As addition to the other answers:
When your contract states your scope and which vulnerabilities to test, you could write down that you actually tested cases in scope against known vulnerabilities defined in the contract. Something like:
SQL injection:
SQL-Injections are ...
We identified 42 Input fields in the Webpages in Scope. We identified 0
Input fields vulnerable to SQL injection (with our used method).

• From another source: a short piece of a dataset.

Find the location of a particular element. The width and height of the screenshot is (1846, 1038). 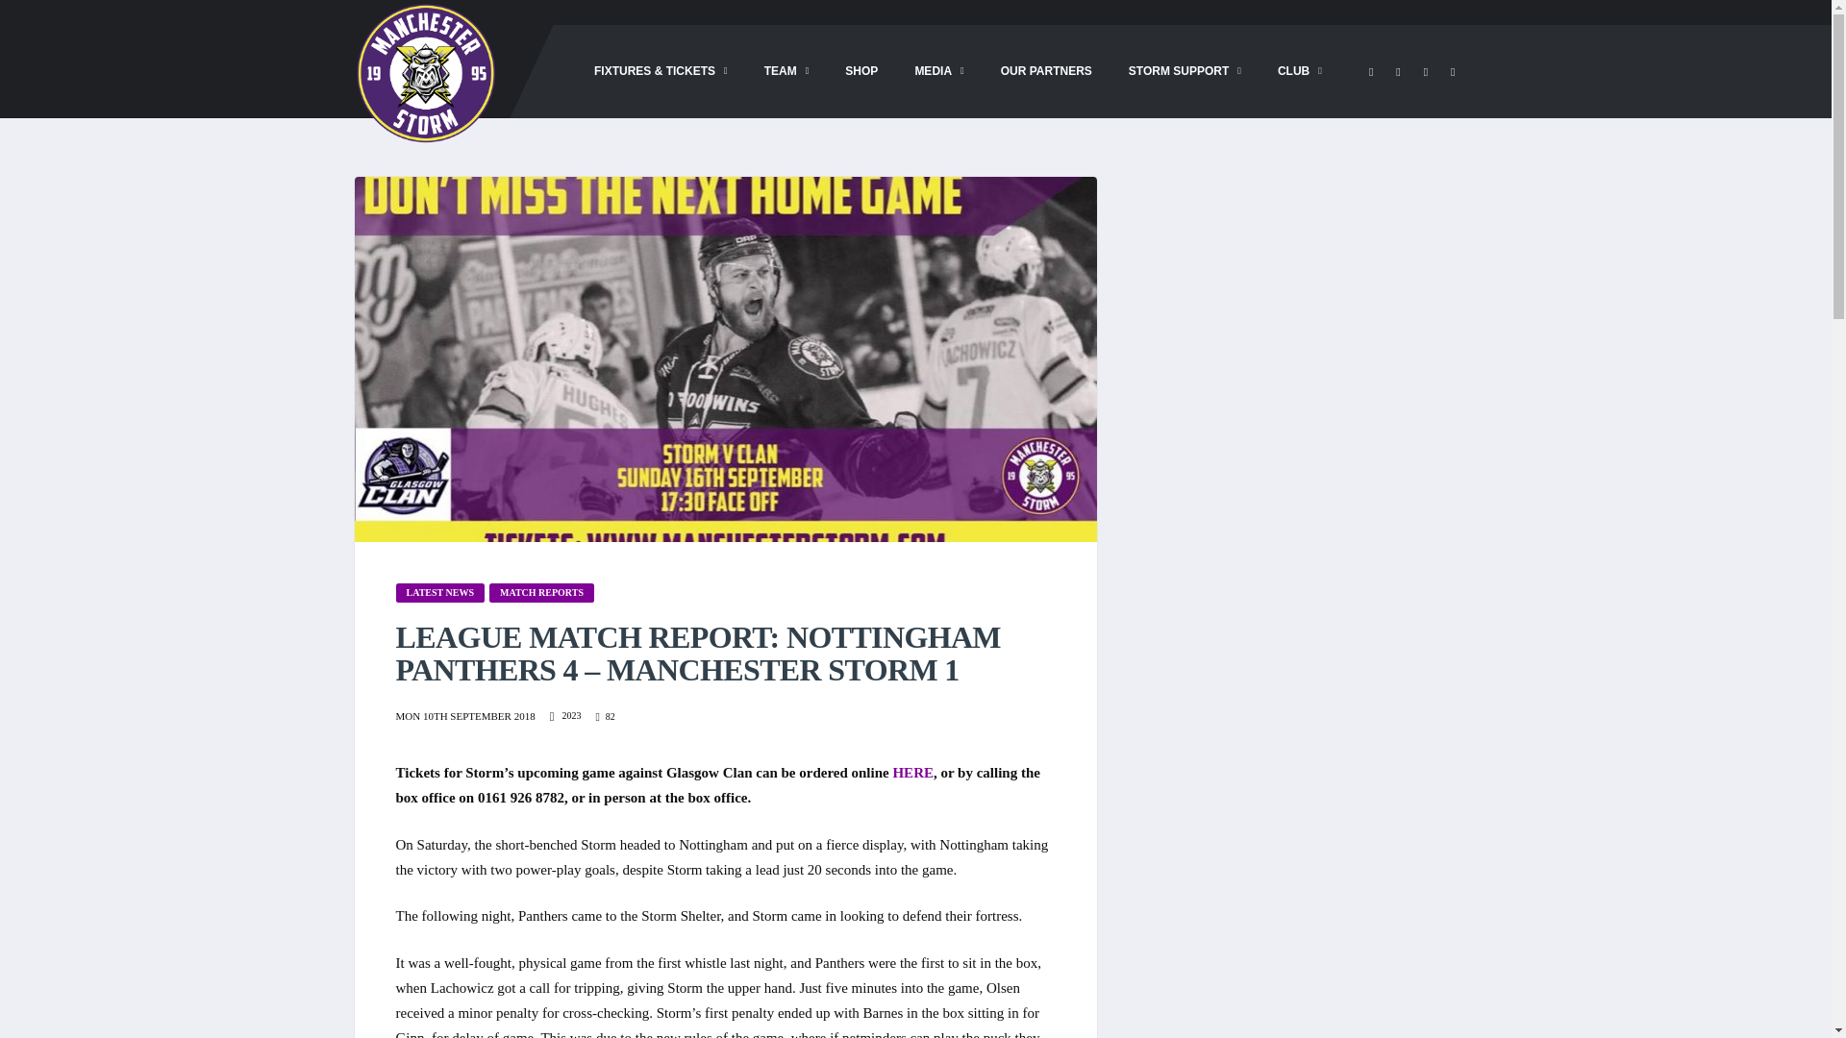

Drawback is: in case there actually is a SQL-Injection possible in one of the listed fields appended to the report; you didn't promise 100% security but promised that this isn't a vulnerability, but then you surely made something wrong - that's why you should somehow state which kind of tests you used, what kind of SQL-Injections are state of the art in the introduction to SQL-Injections, so you will not be blamed for not finding attacks which will be found in future.
This also works for general Website-Security stuff:
HTTPS: https is ... recommended to use TLS X.Y ...
We determined the usage of https for all websites in Scope with TLS X.Y.
Certificates expire Dates are set to Date X which is in the recommended
certificate expire time range. Certificates hold an 4096-Bit key which is
acceptable for current usage.
Also try to create templates of your reports since you don't want to rewrite everything about SQL-Injection and HTTPS/TLS etc. over and over again, so you only have to fill the results of your tests. This will also ensure you made all tests and did not miss any, when you see some paragraph not written to be done and not found anything nor have any findings.